Saturday, May 4, 2013

Momentous week

It was a big week last week. First, there was James's birthday (30.5 inches, 19 pounds, 10 ounces at his appointment Monday. Finally managed to surpass his 9 month weight by two ounces!). Since his sister had to get to her ballet lesson by 6:30, we had a low-key party that mostly consisted of presenting him with cake, which he found quite pleasing. The sad part is this is the most elaborate party we've ever had for our childrens' first birthdays. had to leave for a conference the day of Katherine's birthday, so she didn't even get a cake until a couple weeks later when we were in Michigan. Alec got tacked onto the end of the song at Katherine's fifth birthday party, the poor middle child.

The other big social thing we did was go to Mo Willems reading on Friday night! Katherine is passionately devoted to the Elephant and Piggie books and has been begging to meet him for over a year. One of her earliest coherent stories was "Piggie Breaks Her Leg," written in kindergarten. Baby's first fanfic. *sniff*

Anyway, I highly recommend trying to go to a Mo Willems book signing the next time he's touring if you have a young Willems fan in your life. He gives a great presentation that is as appealing to children as you could imagine from reading his books. In the q&a, he gave one of the best answers to the question all artists hate, "Where do you get your ideas?" His was "Every month, an envelope comes to my house, and reading the papers inside gives me all sorts of wonderful ideas. That paper is my mortgage." He reiterated in several questions that it isn't about ideas, it's about the work you put in, I think because he wanted to remove the idea that art is something only special people who receive magical idea seeds can do. He started out by introducing himself as an author/illustrator, then asking the children how many of them drew and wrote stories (all of them), and told them that meant they were author/illustrators too. He got his start copying Peanuts comic strips, so he's tremendously encouraging of children using his characters to develop their own stories. Despite the fact he had been signing for nearly two hours, he was very kind and encouraging to Katherine. And he finished his presentation by having teachers and librarians raise their hands, then having the audience clap for us because we're so underappreciated.

So needless to say, we thought it was a great evening with a great author. Totally worth keeping the children out way too late. I would highly encourage you to go to a signing of his, but he just announced that he's taking a year-long sabbatical, so there isn't going to be an opportunity for that for over a year. Well, poop. I can't blame him, since he's been publishing 3-4 books a year for a long time, but I'm not sure how to break it to Katherine that the next couple Elephant and Piggie books coming up are the last for quite a while.

We did something else even bigger last Friday, but I think I will save it for its own post. More tomorrow.

1 comment:

  1. What is it about fanfiction that makes budding storytellers choose angsty plotlines?

    I kid, of course, but only mostly.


Show every line from the data below that includes "injured".

┄┄┄┄┄┄┄┄┄┄┄┄┄┄┄┄┄┄┄┄

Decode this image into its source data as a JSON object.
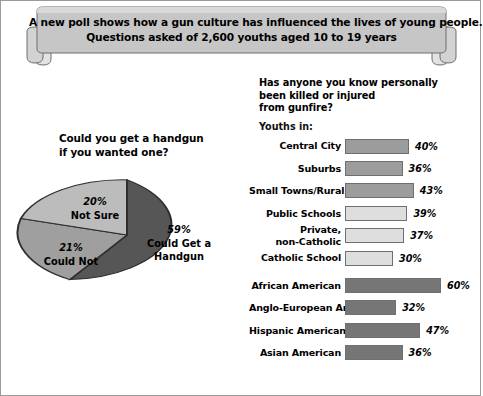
{
  "banner": {
    "line1": "A new poll shows how a gun culture has influenced the lives of young people.",
    "line2": "Questions asked of 2,600 youths aged 10 to 19 years"
  },
  "pie_section": {
    "title_line1": "Could you get a handgun",
    "title_line2": "if you wanted one?"
  },
  "bars_section": {
    "title_line1": "Has anyone you know personally",
    "title_line2": "been killed or injured",
    "title_line3": "from gunfire?",
    "group_label": "Youths in:"
  },
  "colors": {
    "pie_dark": "#565656",
    "pie_medium": "#9f9f9f",
    "pie_light": "#bcbcbc",
    "bar_medium": "#9c9c9c",
    "bar_light": "#dedede",
    "bar_dark": "#767676",
    "banner_fill": "#c6c6c6",
    "outline": "#6f6f6f"
  },
  "chart_data": [
    {
      "type": "pie",
      "title": "Could you get a handgun if you wanted one?",
      "labels": [
        "Could Get a Handgun",
        "Could Not",
        "Not Sure"
      ],
      "values": [
        59,
        21,
        20
      ],
      "value_labels": [
        "59%",
        "21%",
        "20%"
      ],
      "units": "percent",
      "legend": "none (slices labeled in place)",
      "slice_colors": [
        "#565656",
        "#9f9f9f",
        "#bcbcbc"
      ]
    },
    {
      "type": "bar",
      "orientation": "horizontal",
      "title": "Has anyone you know personally been killed or injured from gunfire?",
      "group_label": "Youths in:",
      "xlabel": "",
      "ylabel": "",
      "xlim": [
        0,
        60
      ],
      "grid": false,
      "legend": "none",
      "categories": [
        "Central City",
        "Suburbs",
        "Small Towns/Rural",
        "Public Schools",
        "Private, non-Catholic",
        "Catholic School",
        "African American",
        "Anglo-European American",
        "Hispanic American or Latino",
        "Asian American"
      ],
      "values": [
        40,
        36,
        43,
        39,
        37,
        30,
        60,
        32,
        47,
        36
      ],
      "value_labels": [
        "40%",
        "36%",
        "43%",
        "39%",
        "37%",
        "30%",
        "60%",
        "32%",
        "47%",
        "36%"
      ]
    }
  ],
  "bars": [
    {
      "label": "Central City",
      "label_line1": "Central City",
      "label_line2": "",
      "value": 40,
      "value_label": "40%",
      "color": "#9c9c9c",
      "gap_before": false
    },
    {
      "label": "Suburbs",
      "label_line1": "Suburbs",
      "label_line2": "",
      "value": 36,
      "value_label": "36%",
      "color": "#9c9c9c",
      "gap_before": false
    },
    {
      "label": "Small Towns/Rural",
      "label_line1": "Small Towns/Rural",
      "label_line2": "",
      "value": 43,
      "value_label": "43%",
      "color": "#9c9c9c",
      "gap_before": false
    },
    {
      "label": "Public Schools",
      "label_line1": "Public Schools",
      "label_line2": "",
      "value": 39,
      "value_label": "39%",
      "color": "#dedede",
      "gap_before": false
    },
    {
      "label": "Private, non-Catholic",
      "label_line1": "Private,",
      "label_line2": "non-Catholic",
      "value": 37,
      "value_label": "37%",
      "color": "#dedede",
      "gap_before": false
    },
    {
      "label": "Catholic School",
      "label_line1": "Catholic School",
      "label_line2": "",
      "value": 30,
      "value_label": "30%",
      "color": "#dedede",
      "gap_before": false
    },
    {
      "label": "African American",
      "label_line1": "African American",
      "label_line2": "",
      "value": 60,
      "value_label": "60%",
      "color": "#767676",
      "gap_before": true
    },
    {
      "label": "Anglo-European American",
      "label_line1": "Anglo-European American",
      "label_line2": "",
      "value": 32,
      "value_label": "32%",
      "color": "#767676",
      "gap_before": false
    },
    {
      "label": "Hispanic American or Latino",
      "label_line1": "Hispanic American or Latino",
      "label_line2": "",
      "value": 47,
      "value_label": "47%",
      "color": "#767676",
      "gap_before": false
    },
    {
      "label": "Asian American",
      "label_line1": "Asian American",
      "label_line2": "",
      "value": 36,
      "value_label": "36%",
      "color": "#767676",
      "gap_before": false
    }
  ],
  "pie_slices": [
    {
      "name": "Not Sure",
      "value": 20,
      "value_label": "20%",
      "color": "#bcbcbc"
    },
    {
      "name": "Could Not",
      "value": 21,
      "value_label": "21%",
      "color": "#9f9f9f"
    },
    {
      "name": "Could Get a Handgun",
      "value": 59,
      "value_label": "59%",
      "color": "#565656"
    }
  ]
}
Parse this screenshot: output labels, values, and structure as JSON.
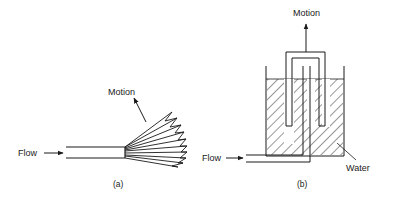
{
  "figure": {
    "panel_a": {
      "caption": "(a)",
      "labels": {
        "flow": "Flow",
        "motion": "Motion"
      }
    },
    "panel_b": {
      "caption": "(b)",
      "labels": {
        "flow": "Flow",
        "motion": "Motion",
        "water": "Water"
      }
    }
  },
  "colors": {
    "ink": "#1a1a1a",
    "background": "#ffffff"
  }
}
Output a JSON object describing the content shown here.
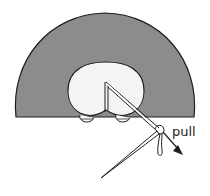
{
  "diagram": {
    "labels": {
      "pull": "pull"
    },
    "colors": {
      "fabric": "#8c8c8c",
      "opening": "#f4f4f4",
      "outline": "#1e1e1e",
      "background": "#ffffff"
    }
  }
}
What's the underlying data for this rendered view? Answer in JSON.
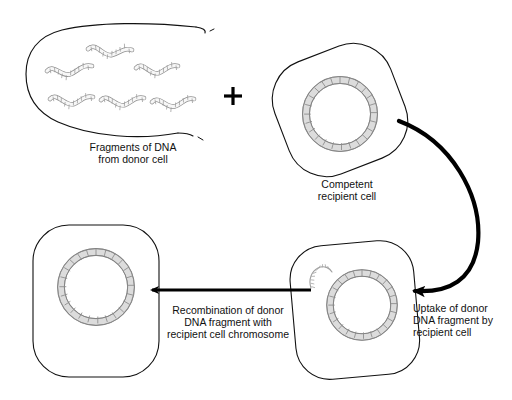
{
  "diagram": {
    "background_color": "#ffffff",
    "outline_color": "#000000",
    "chromosome_fill": "#d9d9d9",
    "chromosome_stroke": "#7a7a7a",
    "fragment_fill": "#f2f2f2",
    "fragment_stroke": "#8c8c8c",
    "arrow_color": "#000000"
  },
  "labels": {
    "plus_sign": "+",
    "donor_fragments": "Fragments of DNA\nfrom donor cell",
    "competent_cell": "Competent\nrecipient cell",
    "uptake": "Uptake of donor\nDNA fragment by\nrecipient cell",
    "recombination": "Recombination of donor\nDNA fragment with\nrecipient cell chromosome"
  },
  "elements": {
    "donor_cell": {
      "name": "ruptured donor cell",
      "state": "lysed / open membrane",
      "fragment_count": 6
    },
    "competent_cell": {
      "name": "competent recipient cell",
      "has_chromosome": true,
      "has_free_fragment": false
    },
    "uptake_cell": {
      "name": "recipient cell after uptake",
      "has_chromosome": true,
      "has_free_fragment": true
    },
    "recombinant_cell": {
      "name": "recombinant recipient cell",
      "has_chromosome": true,
      "has_free_fragment": false
    },
    "curved_arrow": {
      "name": "uptake arrow",
      "direction": "clockwise, points left"
    },
    "straight_arrow": {
      "name": "recombination arrow",
      "direction": "points left"
    }
  }
}
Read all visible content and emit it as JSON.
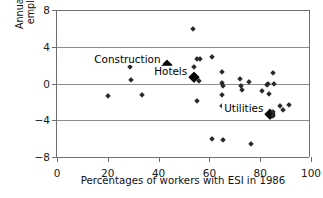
{
  "chart_data": {
    "type": "scatter",
    "title": "",
    "xlabel": "Percentages of workers with ESI in 1986",
    "ylabel": "Annual percentage change in employment, 1987 to 2005",
    "xlim": [
      0,
      100
    ],
    "ylim": [
      -8,
      8
    ],
    "xticks": [
      0,
      20,
      40,
      60,
      80,
      100
    ],
    "yticks": [
      8,
      4,
      0,
      -4,
      -8
    ],
    "xticklabels": [
      "0",
      "20",
      "40",
      "60",
      "80",
      "100"
    ],
    "yticklabels": [
      "8",
      "4",
      "0",
      "−4",
      "−8"
    ],
    "grid": "horizontal",
    "legend": "none",
    "marker": "diamond",
    "marker_color": "#2a2a2a",
    "points": [
      {
        "x": 20.0,
        "y": -1.4,
        "highlight": false
      },
      {
        "x": 28.8,
        "y": 1.8,
        "highlight": false
      },
      {
        "x": 29.0,
        "y": 0.4,
        "highlight": false
      },
      {
        "x": 33.5,
        "y": -1.3,
        "highlight": false
      },
      {
        "x": 43.5,
        "y": 2.0,
        "highlight": true,
        "label": "Construction"
      },
      {
        "x": 53.5,
        "y": 5.9,
        "highlight": false
      },
      {
        "x": 53.8,
        "y": 1.8,
        "highlight": false
      },
      {
        "x": 54.0,
        "y": 0.7,
        "highlight": true,
        "label": "Hotels"
      },
      {
        "x": 55.2,
        "y": 2.7,
        "highlight": false
      },
      {
        "x": 56.3,
        "y": 2.7,
        "highlight": false
      },
      {
        "x": 55.8,
        "y": 0.3,
        "highlight": false
      },
      {
        "x": 55.0,
        "y": -1.9,
        "highlight": false
      },
      {
        "x": 61.0,
        "y": 2.9,
        "highlight": false
      },
      {
        "x": 61.0,
        "y": -6.0,
        "highlight": false
      },
      {
        "x": 64.8,
        "y": 1.3,
        "highlight": false
      },
      {
        "x": 65.0,
        "y": 0.1,
        "highlight": false
      },
      {
        "x": 65.2,
        "y": -0.3,
        "highlight": false
      },
      {
        "x": 65.0,
        "y": -1.2,
        "highlight": false
      },
      {
        "x": 65.0,
        "y": -2.4,
        "highlight": false
      },
      {
        "x": 65.3,
        "y": -6.1,
        "highlight": false
      },
      {
        "x": 72.0,
        "y": 0.5,
        "highlight": false
      },
      {
        "x": 72.5,
        "y": -0.3,
        "highlight": false
      },
      {
        "x": 73.0,
        "y": -0.7,
        "highlight": false
      },
      {
        "x": 75.5,
        "y": 0.2,
        "highlight": false
      },
      {
        "x": 76.3,
        "y": -2.4,
        "highlight": false
      },
      {
        "x": 76.5,
        "y": -6.6,
        "highlight": false
      },
      {
        "x": 80.8,
        "y": -0.8,
        "highlight": false
      },
      {
        "x": 82.5,
        "y": -0.2,
        "highlight": false
      },
      {
        "x": 83.2,
        "y": -0.1,
        "highlight": false
      },
      {
        "x": 83.5,
        "y": -1.1,
        "highlight": false
      },
      {
        "x": 85.0,
        "y": 1.1,
        "highlight": false
      },
      {
        "x": 85.3,
        "y": 0.0,
        "highlight": false
      },
      {
        "x": 84.0,
        "y": -3.3,
        "highlight": true,
        "label": "Utilities"
      },
      {
        "x": 85.2,
        "y": -3.1,
        "highlight": false
      },
      {
        "x": 85.0,
        "y": -3.5,
        "highlight": false
      },
      {
        "x": 87.8,
        "y": -2.4,
        "highlight": false
      },
      {
        "x": 89.0,
        "y": -2.9,
        "highlight": false
      },
      {
        "x": 91.5,
        "y": -2.3,
        "highlight": false
      }
    ],
    "annotations": [
      {
        "text": "Construction",
        "x": 43.5,
        "y": 2.0
      },
      {
        "text": "Hotels",
        "x": 54.0,
        "y": 0.7
      },
      {
        "text": "Utilities",
        "x": 84.0,
        "y": -3.3
      }
    ]
  }
}
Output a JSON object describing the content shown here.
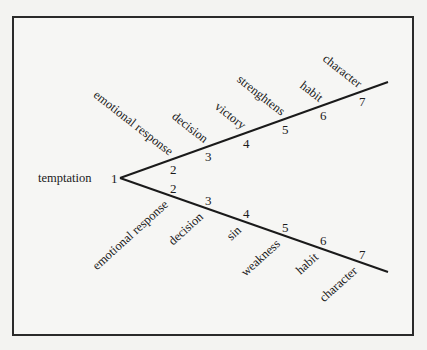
{
  "diagram": {
    "start_label": "temptation",
    "start_number": "1",
    "vertex": [
      120,
      178
    ],
    "upper_branch": {
      "end": [
        388,
        82
      ],
      "steps": [
        {
          "number": "2",
          "label": "emotional response"
        },
        {
          "number": "3",
          "label": "decision"
        },
        {
          "number": "4",
          "label": "victory"
        },
        {
          "number": "5",
          "label": "strenghtens"
        },
        {
          "number": "6",
          "label": "habit"
        },
        {
          "number": "7",
          "label": "character"
        }
      ]
    },
    "lower_branch": {
      "end": [
        388,
        272
      ],
      "steps": [
        {
          "number": "2",
          "label": "emotional response"
        },
        {
          "number": "3",
          "label": "decision"
        },
        {
          "number": "4",
          "label": "sin"
        },
        {
          "number": "5",
          "label": "weakness"
        },
        {
          "number": "6",
          "label": "habit"
        },
        {
          "number": "7",
          "label": "character"
        }
      ]
    },
    "colors": {
      "line": "#1a1a1a",
      "frame": "#2a2a2a",
      "background": "#f3f3f1"
    }
  }
}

┄┄┄┄┄┄┄┄┄┄┄┄┄┄┄┄┄┄┄┄

### RESPONSE FOR THIS EXERCISE
    "title_line2": "been killed or injured",
      "title": "Has anyone you know personally been killed or injured from gunfire?",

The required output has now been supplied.